By Sara Faith Alterman


You’re a weird person to love, I guess, or at least a weird person to write a love letter to. Wait, that ended with a preposition. A weird person to whom to write a love letter? A weird person to whom I am writing a love letter? Ugh. This is harder than our breakup. You’d appreciate this dilemma, though, because part of our initial attraction was a mutual affinity for grammatical excellence. Ah, nerd love.
We had a good thing, and we’re good people; but we weren’t good for each other. You’re a comedian whose professional identity relies on being in front of and with and around people, while I observe and then interview and then hide from people. (I’m hiding right now, sitting in a whiskey bar and pretending not to speak English well enough to understand the bartender’s snarky questions about whether or not I’m writing about him in my diary.) When we were together, you prioritized your career over everything — even me — even when your work comprised a shitty show in a shitty bar on a shitty Monday night. I get it now, but I didn’t then. No, then I was infuriated and intimidated by your unconditional dedication to comedy. You were a better artist than I was. You still are.
When we broke up, I had just paid our bill at the noodle restaurant, and you asked me if I ever wanted to get married — not to you, necessarily, but in general. I said yes, and then you began to fumble and mumble about how we didn’t want the same life and that we should get out of this before it was too painful. We walked back to your apartment — you still dumping, me still crying — and as we faced each other on the futon in your cramped basement living room and I begged you to reconsider, your phone rang. It was your friend, another comedian, and he had arrived to pick you up and drive you to a show.
And in the middle of breaking up with me, you left.

Later when the show was over, you called me for a ride, and I picked you up because I thought it meant that you wanted me after all, but no. You finished breaking up with me on the ride home. And when we got to your apartment for the second time that day, I parked my Honda CRV and stormed inside to collect all my stuff: a toothbrush, an old sweatshirt, and some DVDs, I think. I cursed and cried and vowed that, some day, you’d be sorry.
I don’t think you ever were.
But as it turns out, neither was I.
Because just a few weeks prior I’d bumped into a guy I’d gone to high school with. (With whom I’d gone to high school? Ah, fuck it.) We hadn’t known each other as kids, but thanks to social networking and general Internet stalking, we’d reconnected — or connected, I guess — and become pen pals, of sorts. When he and I had serendipitously crossed paths and shaken hands, our bodies exchanged sparks — real Hollywood shit. But I was with you, and I was loyal.

When you broke up with me, I was devastated, but I was single. And, having been moved by that handshake and the man attached to it, I called him. I mean, sure, I sat a reasonable amount of relationship shiva first, but when I phoned him, he answered on the first ring. And we went on an awkwardly charged date to an awkwardly lit pool hall.
And now he and I are married.
So this is a love letter to the ex-boyfriend who broke up with me.
If you hadn’t, I would have waited and sorted and sweated out our relationship, which would have eventually crumbled anyway because we were not a good “we.” And then I wouldn’t have been free to call and date and love the person who did want the same life as me, and who wanted us to share it.
It’s been about six years, and now you and I are friends. Your career is astronomical, and you deserve it. You’ve earned it. You’re on TV a lot, and my father still throws the remote control across the room every time he sees your face (sorry). But I am proud of you, and I love you in a very nostalgic but very genuine and grateful way. You taught me to fearlessly pursue my dreams and not to apologize for doing so. You taught me the importance of making the right choices for myself, even when they’re painful for the people involved.
Speaking of painful, I can’t deal with how cheesy this letter is becoming. Oh no. Can you end a sentence with “becoming?” I think I need another whiskey.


What to produce: I'd like the entries repeated exactly, without their pictures.

Extracted entries:
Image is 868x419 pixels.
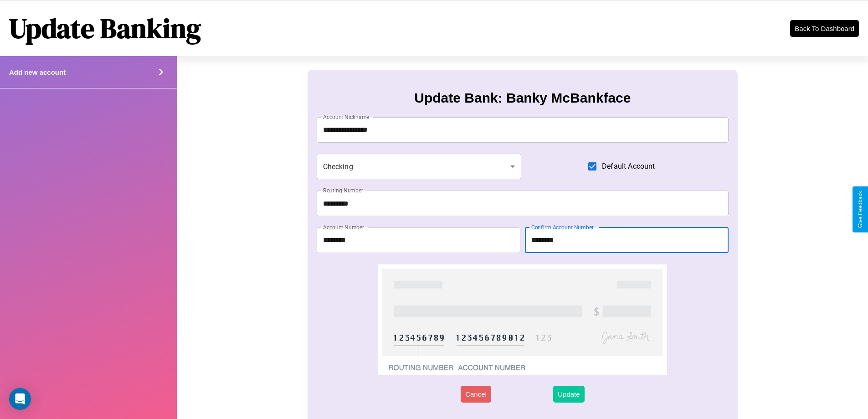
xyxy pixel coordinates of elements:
label: Confirm Account Number [531,223,594,231]
label: Account Number [323,223,364,231]
h3: Update Bank: Banky McBankface [414,90,630,106]
h1: Update Banking [9,10,201,47]
button: Back To Dashboard [790,20,859,37]
h4: Add new account [9,68,66,76]
img: check [378,264,666,374]
label: Routing Number [323,186,363,194]
button: Cancel [460,386,491,403]
div: Give Feedback [857,191,863,228]
span: Default Account [602,161,655,172]
div: Open Intercom Messenger [9,388,31,409]
label: Account Nickname [323,113,369,120]
div: Checking [316,154,521,179]
button: Update [553,386,584,403]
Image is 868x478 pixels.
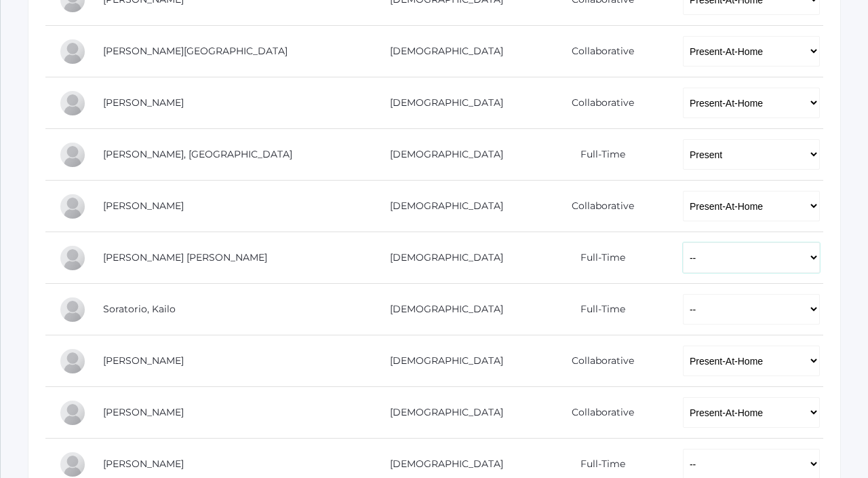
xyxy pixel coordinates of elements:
[103,303,176,315] a: Soratorio, Kailo
[59,142,86,168] div: Siena Mikhail
[526,336,669,387] td: Collaborative
[59,296,86,323] div: Kailo Soratorio
[103,148,292,160] a: [PERSON_NAME], [GEOGRAPHIC_DATA]
[357,232,526,284] td: [DEMOGRAPHIC_DATA]
[59,192,86,220] div: Vincent Scrudato
[357,284,526,336] td: [DEMOGRAPHIC_DATA]
[59,90,86,116] div: Cole McCollum
[357,26,526,78] td: [DEMOGRAPHIC_DATA]
[103,199,184,211] a: [PERSON_NAME]
[526,232,669,284] td: Full-Time
[526,129,669,180] td: Full-Time
[103,251,267,263] a: [PERSON_NAME] [PERSON_NAME]
[357,129,526,180] td: [DEMOGRAPHIC_DATA]
[357,78,526,129] td: [DEMOGRAPHIC_DATA]
[357,387,526,438] td: [DEMOGRAPHIC_DATA]
[526,26,669,78] td: Collaborative
[103,355,184,367] a: [PERSON_NAME]
[357,336,526,387] td: [DEMOGRAPHIC_DATA]
[526,180,669,232] td: Collaborative
[526,387,669,438] td: Collaborative
[357,180,526,232] td: [DEMOGRAPHIC_DATA]
[103,97,184,109] a: [PERSON_NAME]
[526,284,669,336] td: Full-Time
[103,406,184,418] a: [PERSON_NAME]
[526,78,669,129] td: Collaborative
[59,38,86,66] div: Savannah Maurer
[103,45,288,57] a: [PERSON_NAME][GEOGRAPHIC_DATA]
[59,244,86,272] div: Ian Serafini Pozzi
[59,399,86,426] div: Maxwell Tourje
[59,348,86,374] div: Hadley Sponseller
[59,450,86,478] div: Elias Zacharia
[103,457,184,469] a: [PERSON_NAME]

Expected answer:
Image is 868x419 pixels.
xyxy pixel coordinates of elements:
label: Confirm Account Number [531,223,594,231]
label: Account Number [323,223,364,231]
h3: Update Bank: Banky McBankface [414,90,630,106]
h1: Update Banking [9,10,201,47]
button: Back To Dashboard [790,20,859,37]
h4: Add new account [9,68,66,76]
img: check [378,264,666,374]
label: Routing Number [323,186,363,194]
button: Cancel [460,386,491,403]
div: Give Feedback [857,191,863,228]
span: Default Account [602,161,655,172]
div: Open Intercom Messenger [9,388,31,409]
label: Account Nickname [323,113,369,120]
div: Checking [316,154,521,179]
button: Update [553,386,584,403]
Image is 868x478 pixels.
xyxy pixel coordinates of elements:
[103,303,176,315] a: Soratorio, Kailo
[59,142,86,168] div: Siena Mikhail
[526,336,669,387] td: Collaborative
[59,296,86,323] div: Kailo Soratorio
[103,148,292,160] a: [PERSON_NAME], [GEOGRAPHIC_DATA]
[357,232,526,284] td: [DEMOGRAPHIC_DATA]
[59,192,86,220] div: Vincent Scrudato
[357,284,526,336] td: [DEMOGRAPHIC_DATA]
[59,90,86,116] div: Cole McCollum
[357,26,526,78] td: [DEMOGRAPHIC_DATA]
[103,199,184,211] a: [PERSON_NAME]
[526,232,669,284] td: Full-Time
[526,129,669,180] td: Full-Time
[103,251,267,263] a: [PERSON_NAME] [PERSON_NAME]
[357,129,526,180] td: [DEMOGRAPHIC_DATA]
[357,78,526,129] td: [DEMOGRAPHIC_DATA]
[357,387,526,438] td: [DEMOGRAPHIC_DATA]
[526,26,669,78] td: Collaborative
[103,355,184,367] a: [PERSON_NAME]
[357,336,526,387] td: [DEMOGRAPHIC_DATA]
[526,180,669,232] td: Collaborative
[526,387,669,438] td: Collaborative
[357,180,526,232] td: [DEMOGRAPHIC_DATA]
[103,97,184,109] a: [PERSON_NAME]
[526,284,669,336] td: Full-Time
[103,406,184,418] a: [PERSON_NAME]
[526,78,669,129] td: Collaborative
[59,38,86,66] div: Savannah Maurer
[103,45,288,57] a: [PERSON_NAME][GEOGRAPHIC_DATA]
[59,244,86,272] div: Ian Serafini Pozzi
[59,399,86,426] div: Maxwell Tourje
[59,348,86,374] div: Hadley Sponseller
[59,450,86,478] div: Elias Zacharia
[103,457,184,469] a: [PERSON_NAME]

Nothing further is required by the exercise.